Description: KomaMRI simulation behavior does not yet fully rely on explicit scanner models. This project introduces an extensible scanner framework that supports both idealized and realistic MRI hardware while keeping basic simulations simple and fast. The primary focus is gradient modeling, with an architecture that can later be extended to additional scanner effects.

Suggested Skills and Background:

Outcomes: The following goals should be achieved on both CPU and GPU:

  1. Define a typed Scanner foundation (with HardwareLimits, <: RFSystem, and <: GradientSystem) to standardize scanner representation. Make the new types GPU-compatible using Adapt.jl and Functors.jl.

  2. Implement core extensible functions (get_B1, get_coils, get_Bz, ...) and make them depend on selected scanner system configurations via multiple dispatch.

  3. Add optional hardware-limit validation with clear warnings or errors before simulation runs (using HardwareLimits).

  4. Deliver baseline linear-gradient behavior (LinearGradients) through get_Bz, with tests matching current idealized results on both CPU and GPU.

  5. Introduce modular spatially nonlinear gradient models (quadratic and PatLoc-like) on top of the baseline, and show their effects in an example.

  6. Add a temporally dependent gradient model (eddy currents) and provide an example showing a Nyquist ghosting artifact.

  7. Include a GIRF-compatible GradientSystem with loaders via KomaMRIFiles.jl, using realistic GIRF acquisitions, and provide examples showing gradient delays or GIRF-induced k-space distortion.

  8. Add support for saving and loading Scanner definitions through KomaMRIFiles.jl (as is currently done for Phantoms).

  9. Provide plotting helper functions in KomaMRIPlots.jl for scanner-imperfection visualization, validation, and GIRF workflows.
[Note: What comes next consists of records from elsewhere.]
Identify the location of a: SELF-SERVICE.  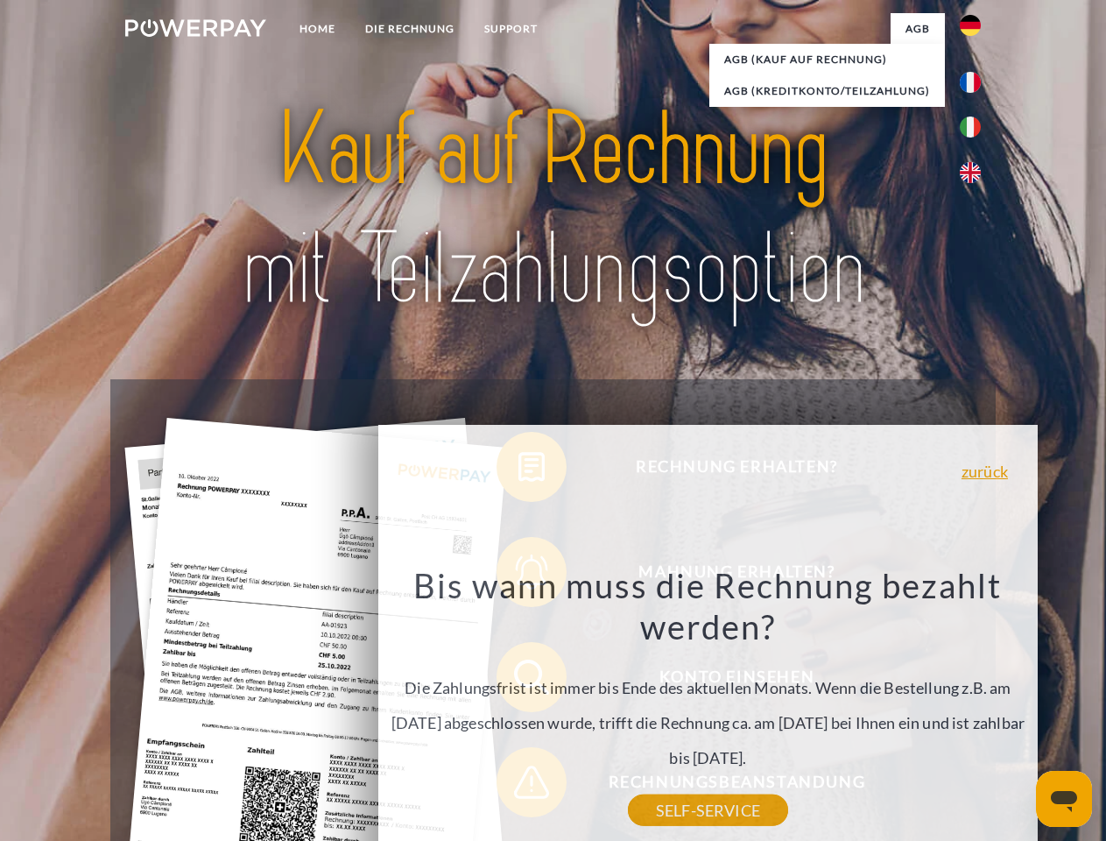
(708, 810).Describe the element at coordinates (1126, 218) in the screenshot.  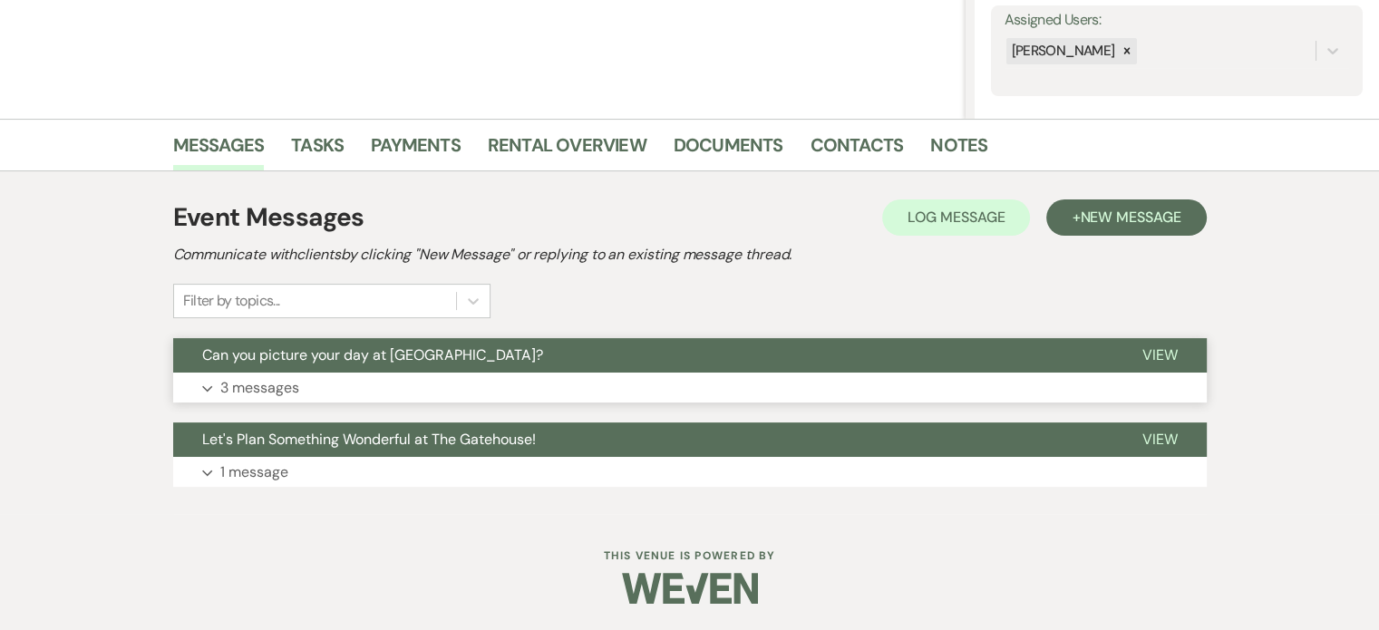
I see `button: +New Message` at that location.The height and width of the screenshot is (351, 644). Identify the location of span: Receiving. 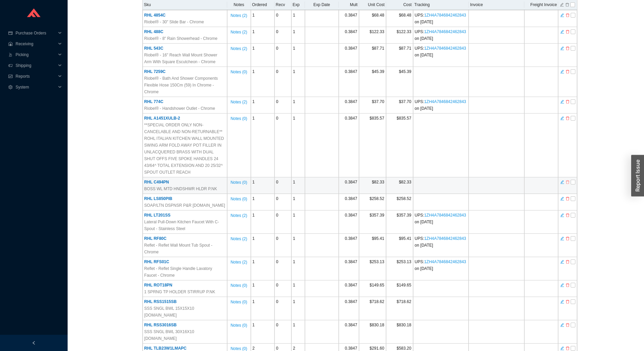
(36, 44).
Mentors: Carlos Castillo [email: cacp@stanford.edu], Daniel Ennis, Jakub Mitura

Differentiable GPU-accelerated MRI Simulations

Difficulty: Hard

Duration: 350 hours (large project)

Description: KomaMRI.jl is a high-performance Julia package for MRI simulation. Recent progress with Enzyme.jl and Reactant.jl has demonstrated promising results for running optimization-based design problems efficiently. However, several gaps remain before KomaMRI.jl is fully compatible with Enzyme/Reactant across its full stack.

The main challenge of this project is the multiple levels of abstraction in KomaMRI.jl, where highly dynamic, high-level workflows interact with low-level, performance-critical kernels. Some functions that act on or modify high-level objects are more dynamic than standard Enzyme workflows typically assume. Success will therefore require not only making existing code differentiable, but also designing robust data structures (if needed) that simplify execution and enable gradients through workflows that may mix CPU and GPU code paths.

The work is organized across the following levels:

Implementation should proceed bottom-up, beginning with kernel and low-level compatibility, then moving upward to mid- and high-level APIs.

A practical strategy is to start with the BlochSimple variants (array programming + broadcasting), establish reliable differentiable pipelines there, and then extend support to highly optimized kernel-based Bloch methods.

Suggested Skills and Background:

Outcomes:

  1. Assess the state of Mooncake.jl/FiniteDifferences.jl via DifferentiationInterface.jl for differentiating simulations on CPU and GPU.

  2. Implement a reverse-mode AD pipeline using Enzyme/Reactant for the BlochSimple simulation method on CPU.

  3. Implement a reverse-mode AD pipeline using Enzyme/Reactant for the BlochSimple simulation method on GPU.

  4. Assess whether a new Simulation data structure is needed for optimization pipelines to avoid CPU/GPU memory transfers (containing inputs, preallocations, etc.).

  5. Implement a reverse-mode AD pipeline using Enzyme/Reactant for the Bloch simulation method on CPU.

  6. Implement a reverse-mode AD pipeline using Enzyme/Reactant for the Bloch simulation method on GPU.

  7. Deliver Bloch CPU/GPU differentiation examples, including forward/reverse Enzyme workflows and Reactant workflows for benchmarking.

  8. Add a tutorial for 1D RF pulse optimization using the developed tools.

  9. Document required changes to the codebase to enable fast differentiation of GPU-based simulations.